House Doctor

Jeff Howell
Sunday 13 December 1998 00:02 GMT
Comments

One of the best things about the building game is going to the cafe (pronounced KAF) for breakfast. The food on offer in the standard builders' greasy spoon cafe is so conventionally unhealthy that no modern nutritional expert would give odds on your making it back to work afterwards, let alone your life expectancy past 50. And yet, when you are building a wall with nine-inch concrete blocks in mid-winter under a leaden sky, with the snow threatening about you, the cafe can be a life saver.

The main requirement of the working man's cafe is that it must be able to deliver hot food to the table within a very short time. The morning break on the building site is taken from 10 to 10.30. This means you down tools at 10 and pick them up again at 10.30 - walking to and from the cafe, and ordering and waiting for your food, are part of this precious half-hour. So there is no leeway for chef's tantrums or other unexpected hold-ups, such as are commonly experienced in posh restaurants in the West End.
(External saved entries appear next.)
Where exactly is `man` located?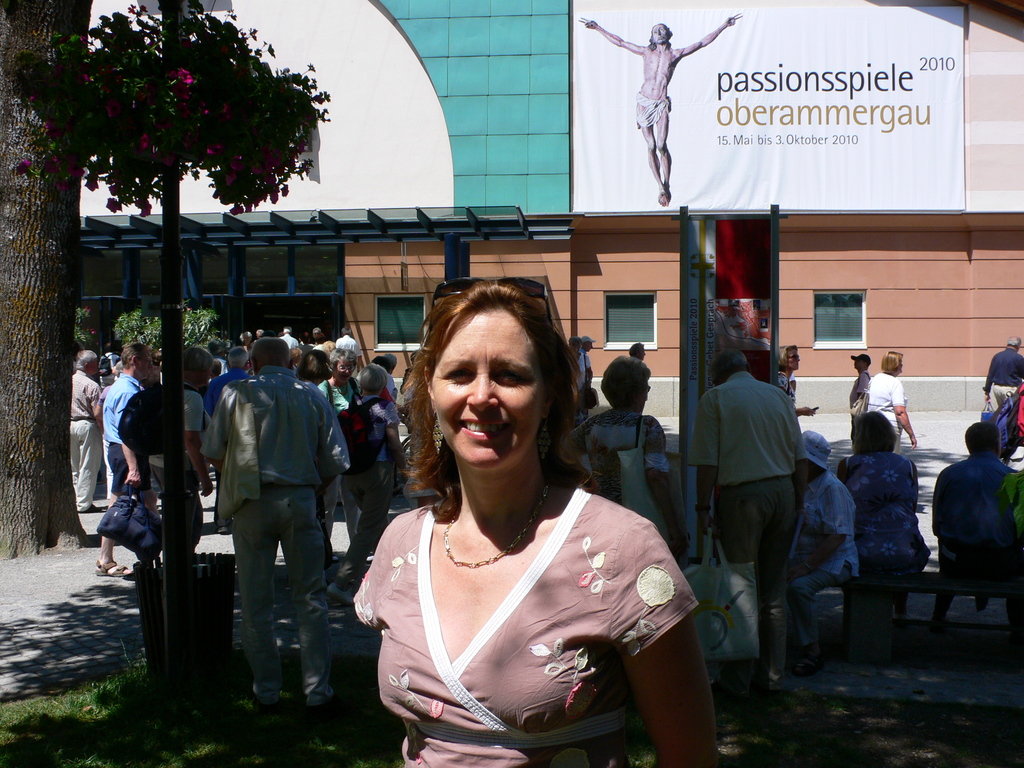
Its bounding box is 691 346 809 695.
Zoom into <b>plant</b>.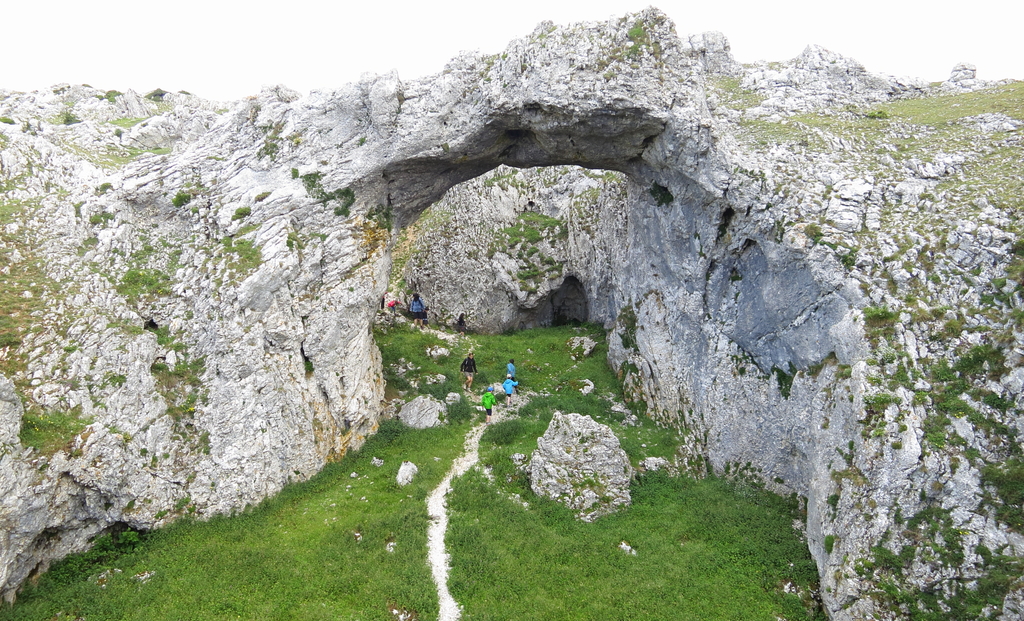
Zoom target: 367/206/391/226.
I was taken out to dinner up West the other night, as it happens. It took a quarter of an hour for the waiter to even give us a menu, and another 25 minutes before he asked if we'd made up our minds. My mind had been made up before I'd even got there - I wanted a beer and a pizza. Alright, it was evening and there was no hurry, but old habits die hard, and I can't see the point of sitting at a table reading a grammatically suspect menu for half an hour when you could be eating and drinking.

Talking of habits, I saw the most amazing thing the other day in Nico's in Bethnal Green. Nico's cafe is famous for the size of the portions - these are so huge that most meals arrive on two plates - the egg, bacon, sausages and tomatoes come on one, and the chips on another. Don't even think about asking for toast.

The Amazing Thing was that half way through breakfast a bunch of monks walked in; proper monks with shaved heads, sandals and brown habits done up with ropes. They all filed up to the counter and ordered their breakfasts like everyone else, and sat down at a table. But the really amazing thing was that everyone else in the place stopped swearing. And since swearing makes up around two-thirds of working class conversation in Bethnal Green, this was tantamount to reducing the noise level by 66 per cent. You could practically hear the fag ash landing on the lino. But that wasn't the end of it. When the monk's breakfasts were delivered to their table they all stood up and said Grace. One of them said something and the others responded, in proper Gregorian chant.

But, again, the most remarkable thing about it was the crowd's response. Nobody knew what to do. One bloke took his hat off, as though a funeral was passing. Others looked down at their hands. Everyone seemed to look guilty, in a way that only happens when the working classes are challenged with their Godlessness. It could only happen in a caff.

'Struck Off - The First Year of Doctor on the House', by Jeff Howell is available from Nosecone Publications, P O Box 24650, London E9 7XQ, price pounds 9 inc postage.